Granada, Malaga, Almeria, and Toledo were the chief centresof the later weaving industry in Spain.

In 1266 the Palermo weaving industry came abruptly to anend, through the Conquest of Sicily by the French, under Charles ofAnjou, when the skilled weavers, carrying their splendid tradition ofdesign and craftsmanship with them, migrated to Italy.

ITALIAN WEAVINGLUCCA

Italy, at this period (the 13th century), consisted of many indepen-dent States actively engaged in commerce and in the industrial arts,and keenly alive to the commercial and political advantages to bederived from an increase in such an important industry as that ofweaving. Hence we find that a ready welcome was given to theSicilian weavers in Calabria and other Southern States, but moreespecially in the North, where at Lucca they carried on theirtraditional craft of weaving beautiful and distinctive patterned fabrics.
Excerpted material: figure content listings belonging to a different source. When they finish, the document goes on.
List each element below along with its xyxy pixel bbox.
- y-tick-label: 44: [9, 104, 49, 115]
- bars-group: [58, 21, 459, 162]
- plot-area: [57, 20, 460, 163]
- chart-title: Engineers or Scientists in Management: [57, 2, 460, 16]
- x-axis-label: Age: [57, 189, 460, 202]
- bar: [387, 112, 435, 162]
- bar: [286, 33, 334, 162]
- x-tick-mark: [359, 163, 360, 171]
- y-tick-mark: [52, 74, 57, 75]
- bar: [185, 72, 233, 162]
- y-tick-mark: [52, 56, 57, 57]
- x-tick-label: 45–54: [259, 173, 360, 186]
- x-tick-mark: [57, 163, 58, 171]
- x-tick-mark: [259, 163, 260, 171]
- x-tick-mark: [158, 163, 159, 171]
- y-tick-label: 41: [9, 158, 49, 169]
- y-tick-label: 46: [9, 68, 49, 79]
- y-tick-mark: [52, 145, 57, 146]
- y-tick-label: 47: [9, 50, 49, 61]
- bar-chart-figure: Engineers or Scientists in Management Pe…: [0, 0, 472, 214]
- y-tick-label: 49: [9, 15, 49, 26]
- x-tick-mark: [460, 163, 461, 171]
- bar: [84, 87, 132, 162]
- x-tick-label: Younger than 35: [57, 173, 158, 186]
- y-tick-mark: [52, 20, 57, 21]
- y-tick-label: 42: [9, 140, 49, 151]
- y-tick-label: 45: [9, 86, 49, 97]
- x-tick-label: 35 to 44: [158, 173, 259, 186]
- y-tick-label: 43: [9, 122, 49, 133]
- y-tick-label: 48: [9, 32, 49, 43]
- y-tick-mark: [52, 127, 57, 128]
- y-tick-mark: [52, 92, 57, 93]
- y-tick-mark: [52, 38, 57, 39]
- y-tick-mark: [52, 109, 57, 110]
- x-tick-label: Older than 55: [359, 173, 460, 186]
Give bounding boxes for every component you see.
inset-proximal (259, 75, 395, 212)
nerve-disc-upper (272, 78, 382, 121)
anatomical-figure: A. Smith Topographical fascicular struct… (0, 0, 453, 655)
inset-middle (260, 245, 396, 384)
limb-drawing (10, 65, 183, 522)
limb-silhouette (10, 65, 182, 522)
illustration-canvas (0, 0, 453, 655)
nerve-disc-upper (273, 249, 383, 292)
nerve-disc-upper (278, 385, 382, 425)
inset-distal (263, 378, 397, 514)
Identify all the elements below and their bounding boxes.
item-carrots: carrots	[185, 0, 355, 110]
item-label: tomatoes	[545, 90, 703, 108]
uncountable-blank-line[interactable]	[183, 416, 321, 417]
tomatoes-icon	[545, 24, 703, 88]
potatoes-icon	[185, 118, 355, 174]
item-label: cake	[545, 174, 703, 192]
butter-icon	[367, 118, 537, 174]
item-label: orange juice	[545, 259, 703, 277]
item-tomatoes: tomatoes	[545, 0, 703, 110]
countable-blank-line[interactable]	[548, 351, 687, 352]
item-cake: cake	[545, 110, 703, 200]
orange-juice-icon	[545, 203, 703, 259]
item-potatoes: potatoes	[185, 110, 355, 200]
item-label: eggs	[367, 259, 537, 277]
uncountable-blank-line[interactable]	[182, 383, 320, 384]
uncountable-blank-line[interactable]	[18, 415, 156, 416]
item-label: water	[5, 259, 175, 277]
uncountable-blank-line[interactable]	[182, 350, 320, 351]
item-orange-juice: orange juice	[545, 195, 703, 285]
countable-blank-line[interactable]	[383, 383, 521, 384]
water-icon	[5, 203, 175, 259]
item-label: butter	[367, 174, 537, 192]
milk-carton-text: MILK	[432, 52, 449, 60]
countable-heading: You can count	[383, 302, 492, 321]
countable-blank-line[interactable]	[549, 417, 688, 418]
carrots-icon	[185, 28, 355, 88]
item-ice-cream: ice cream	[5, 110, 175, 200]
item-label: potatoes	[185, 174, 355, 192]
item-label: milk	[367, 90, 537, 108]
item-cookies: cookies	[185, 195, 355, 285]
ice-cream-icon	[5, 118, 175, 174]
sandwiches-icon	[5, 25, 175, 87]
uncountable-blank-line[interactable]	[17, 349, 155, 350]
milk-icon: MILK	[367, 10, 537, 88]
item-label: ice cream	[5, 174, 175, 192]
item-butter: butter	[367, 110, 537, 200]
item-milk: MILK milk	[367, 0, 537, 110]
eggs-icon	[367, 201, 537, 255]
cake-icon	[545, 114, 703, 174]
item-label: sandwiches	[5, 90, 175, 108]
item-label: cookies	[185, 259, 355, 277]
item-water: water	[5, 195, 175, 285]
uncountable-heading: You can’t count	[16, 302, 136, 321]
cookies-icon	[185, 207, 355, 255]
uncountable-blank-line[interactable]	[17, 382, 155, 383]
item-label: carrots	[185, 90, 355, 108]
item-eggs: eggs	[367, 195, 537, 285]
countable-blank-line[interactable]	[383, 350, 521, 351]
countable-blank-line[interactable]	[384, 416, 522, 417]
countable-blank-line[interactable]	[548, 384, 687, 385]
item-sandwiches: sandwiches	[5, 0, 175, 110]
Necessarily these early Lucchese fabrics have many of thecharacteristic features of the later Palermitan ones, rendering itsomewhat difficult to distinguish between them; but gradually theSicilian distinctive patterning of animal and bird forms was elimin-ated, and although many of the essential features of the Sicilianpatterns were retained, a new phase of design was entered upon bythe use of boldly designed serrated leaf or floral forms and ogivalbands, probably derived from Persia.

Representative examples of the early fabrics of Lucca are givenon plates-363 7.